The European Union officially launched its €2.5 billion NanoIC pilot line on February 9, 2026, representing one of the most significant milestones in the EU Chips Act programme aimed at doubling Europe’s global semiconductor market share from approximately 10% to 20% by 2030. The initiative establishes state-of-the-art research and manufacturing infrastructure enabling European companies and institutions to develop, prototype, and validate advanced chip designs without relying exclusively on fabrication facilities in Taiwan, South Korea, and the United States.
The NanoIC pilot line is designed to bridge a persistent gap in Europe’s semiconductor ecosystem. While the continent is home to world-class chip design companies including ASML, Infineon, NXP, STMicroelectronics, and ARM (now independent), it has historically lacked domestic fabrication capacity for the most advanced process nodes. This creates vulnerability: European companies must send cutting-edge chip designs to foreign foundries where geopolitical tensions, export controls, and capacity constraints introduce supply chain risks increasingly unacceptable for defence, automotive, and critical infrastructure applications.
The pilot line targets several advanced technology areas. Advanced packaging techniques enabling chiplet architectures are a priority, allowing multiple specialised chips to be integrated into unified systems with performance approaching monolithic designs. Novel semiconductor materials including gallium nitride and silicon carbide, which enable superior efficiency in power electronics and radio frequency applications, are central research areas. Advanced lithography processes and new transistor architectures required for sub-3 nanometre devices represent the frontier capability the programme ultimately aims to develop.
The funding structure combines EU contributions from the Chips Act budget, co-investment from member state governments particularly Germany, France, and the Netherlands, and industry partnerships with semiconductor companies committing research resources and engineering talent. The distributed governance model reflects the challenge of coordinating semiconductor investment across EU members with different industrial bases, regulatory environments, and national priorities.
Industry stakeholders have responded positively to the announcement while noting that pilot lines represent only the beginning of a longer journey to competitive manufacturing. Building full-scale advanced fabrication facilities requires tens of billions of euros beyond what pilot lines provide, sustained government commitment over decade-long timeframes, and attraction of semiconductor engineering talent that Europe currently lacks in sufficient quantities.
The geopolitical urgency driving NanoIC stems from lessons learned during the 2021-2022 chip shortage that paralysed automotive manufacturing across Europe, and from growing concern about Taiwan Strait tensions that could disrupt access to TSMC’s leading-edge fabs. The European Commission has explicitly linked semiconductor sovereignty to broader strategic autonomy objectives — ensuring that critical technologies for defence, electric vehicles, renewable energy, and AI remain accessible regardless of geopolitical developments.
For AI specifically, advanced chips manufactured within Europe would enable training and deploying AI models subject to EU regulations without transferring sensitive data or algorithmic IP to jurisdictions with different legal frameworks. This regulatory alignment benefit complements the security rationale.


• [Task directions] Wherever "master" occurs in the entries, copy the line that holds it.

(Beginning of Supplied information)

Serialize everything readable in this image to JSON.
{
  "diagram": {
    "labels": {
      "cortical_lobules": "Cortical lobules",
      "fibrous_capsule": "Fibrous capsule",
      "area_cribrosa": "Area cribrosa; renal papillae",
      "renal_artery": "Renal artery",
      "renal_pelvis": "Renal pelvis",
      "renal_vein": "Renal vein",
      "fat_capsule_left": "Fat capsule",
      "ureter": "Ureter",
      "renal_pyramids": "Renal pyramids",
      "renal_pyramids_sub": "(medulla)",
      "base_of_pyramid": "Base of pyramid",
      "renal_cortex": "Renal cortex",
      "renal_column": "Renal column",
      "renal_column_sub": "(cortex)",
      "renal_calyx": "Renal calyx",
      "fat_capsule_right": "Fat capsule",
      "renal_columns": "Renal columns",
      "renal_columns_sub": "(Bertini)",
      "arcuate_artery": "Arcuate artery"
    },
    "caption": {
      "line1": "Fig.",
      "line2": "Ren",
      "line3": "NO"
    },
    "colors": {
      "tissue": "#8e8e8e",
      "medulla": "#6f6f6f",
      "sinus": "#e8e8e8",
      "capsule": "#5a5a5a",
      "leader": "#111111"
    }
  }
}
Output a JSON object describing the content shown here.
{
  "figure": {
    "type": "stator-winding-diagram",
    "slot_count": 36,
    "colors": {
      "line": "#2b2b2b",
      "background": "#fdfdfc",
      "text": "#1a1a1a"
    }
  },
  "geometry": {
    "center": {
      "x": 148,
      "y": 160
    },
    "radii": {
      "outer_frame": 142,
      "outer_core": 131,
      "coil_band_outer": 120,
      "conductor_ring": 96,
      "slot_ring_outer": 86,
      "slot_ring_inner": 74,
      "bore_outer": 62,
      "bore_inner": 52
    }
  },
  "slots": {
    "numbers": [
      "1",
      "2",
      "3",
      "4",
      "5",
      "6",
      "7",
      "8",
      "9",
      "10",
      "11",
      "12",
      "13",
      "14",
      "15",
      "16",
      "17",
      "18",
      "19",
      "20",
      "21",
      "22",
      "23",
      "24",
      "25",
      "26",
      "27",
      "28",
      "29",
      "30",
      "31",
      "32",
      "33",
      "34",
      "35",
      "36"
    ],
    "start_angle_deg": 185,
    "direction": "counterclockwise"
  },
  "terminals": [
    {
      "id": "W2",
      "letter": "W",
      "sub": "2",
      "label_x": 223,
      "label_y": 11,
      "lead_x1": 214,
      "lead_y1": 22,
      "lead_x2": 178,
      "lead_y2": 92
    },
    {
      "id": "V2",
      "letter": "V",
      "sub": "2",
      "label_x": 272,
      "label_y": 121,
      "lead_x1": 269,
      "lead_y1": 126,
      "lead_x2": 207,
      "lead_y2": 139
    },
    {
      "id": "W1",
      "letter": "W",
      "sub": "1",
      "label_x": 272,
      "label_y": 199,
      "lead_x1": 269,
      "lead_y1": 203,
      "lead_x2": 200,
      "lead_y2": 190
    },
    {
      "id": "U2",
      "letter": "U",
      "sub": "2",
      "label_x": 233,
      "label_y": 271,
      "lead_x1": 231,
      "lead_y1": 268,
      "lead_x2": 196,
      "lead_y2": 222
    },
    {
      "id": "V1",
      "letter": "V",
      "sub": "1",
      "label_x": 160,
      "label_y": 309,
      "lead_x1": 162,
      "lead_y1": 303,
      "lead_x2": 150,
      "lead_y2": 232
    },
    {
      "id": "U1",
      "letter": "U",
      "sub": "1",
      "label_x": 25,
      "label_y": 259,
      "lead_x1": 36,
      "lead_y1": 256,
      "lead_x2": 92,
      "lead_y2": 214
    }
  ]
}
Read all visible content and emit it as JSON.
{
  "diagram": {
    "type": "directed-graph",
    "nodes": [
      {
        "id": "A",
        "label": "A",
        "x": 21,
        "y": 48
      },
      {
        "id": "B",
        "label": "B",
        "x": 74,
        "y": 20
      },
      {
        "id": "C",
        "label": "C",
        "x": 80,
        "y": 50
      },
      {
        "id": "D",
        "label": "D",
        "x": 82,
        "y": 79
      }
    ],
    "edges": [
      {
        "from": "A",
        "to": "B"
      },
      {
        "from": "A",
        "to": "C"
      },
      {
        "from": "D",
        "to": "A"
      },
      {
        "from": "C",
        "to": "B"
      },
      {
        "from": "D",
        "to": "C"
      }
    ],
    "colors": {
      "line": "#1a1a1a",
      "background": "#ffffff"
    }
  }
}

(End of Supplied information)
(Beginning of Supplied information)

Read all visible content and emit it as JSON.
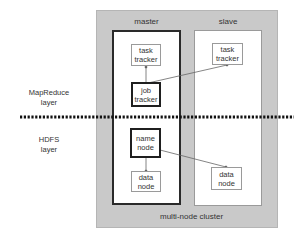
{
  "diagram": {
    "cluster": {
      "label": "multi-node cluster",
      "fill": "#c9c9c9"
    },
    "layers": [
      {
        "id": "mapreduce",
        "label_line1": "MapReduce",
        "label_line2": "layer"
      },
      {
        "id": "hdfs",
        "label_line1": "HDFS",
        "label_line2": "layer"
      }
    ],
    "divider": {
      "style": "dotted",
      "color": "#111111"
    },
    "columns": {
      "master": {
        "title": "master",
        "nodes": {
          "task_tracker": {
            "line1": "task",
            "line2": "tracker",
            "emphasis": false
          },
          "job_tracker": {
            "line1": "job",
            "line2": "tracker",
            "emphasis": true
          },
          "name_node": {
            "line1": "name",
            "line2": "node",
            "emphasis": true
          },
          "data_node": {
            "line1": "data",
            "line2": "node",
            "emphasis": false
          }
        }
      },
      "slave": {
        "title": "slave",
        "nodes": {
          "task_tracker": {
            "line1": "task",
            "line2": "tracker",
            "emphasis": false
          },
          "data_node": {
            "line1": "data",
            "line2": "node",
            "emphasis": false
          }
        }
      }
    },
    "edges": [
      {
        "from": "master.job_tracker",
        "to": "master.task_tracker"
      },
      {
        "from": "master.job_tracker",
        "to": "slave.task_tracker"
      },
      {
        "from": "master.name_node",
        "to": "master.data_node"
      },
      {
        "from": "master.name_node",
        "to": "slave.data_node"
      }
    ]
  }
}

(End of Supplied information)

• [Task solution]
      "master": {
        "title": "master",
        "from": "master.job_tracker",
        "to": "master.task_tracker"
        "from": "master.job_tracker",
        "from": "master.name_node",
        "to": "master.data_node"
        "from": "master.name_node",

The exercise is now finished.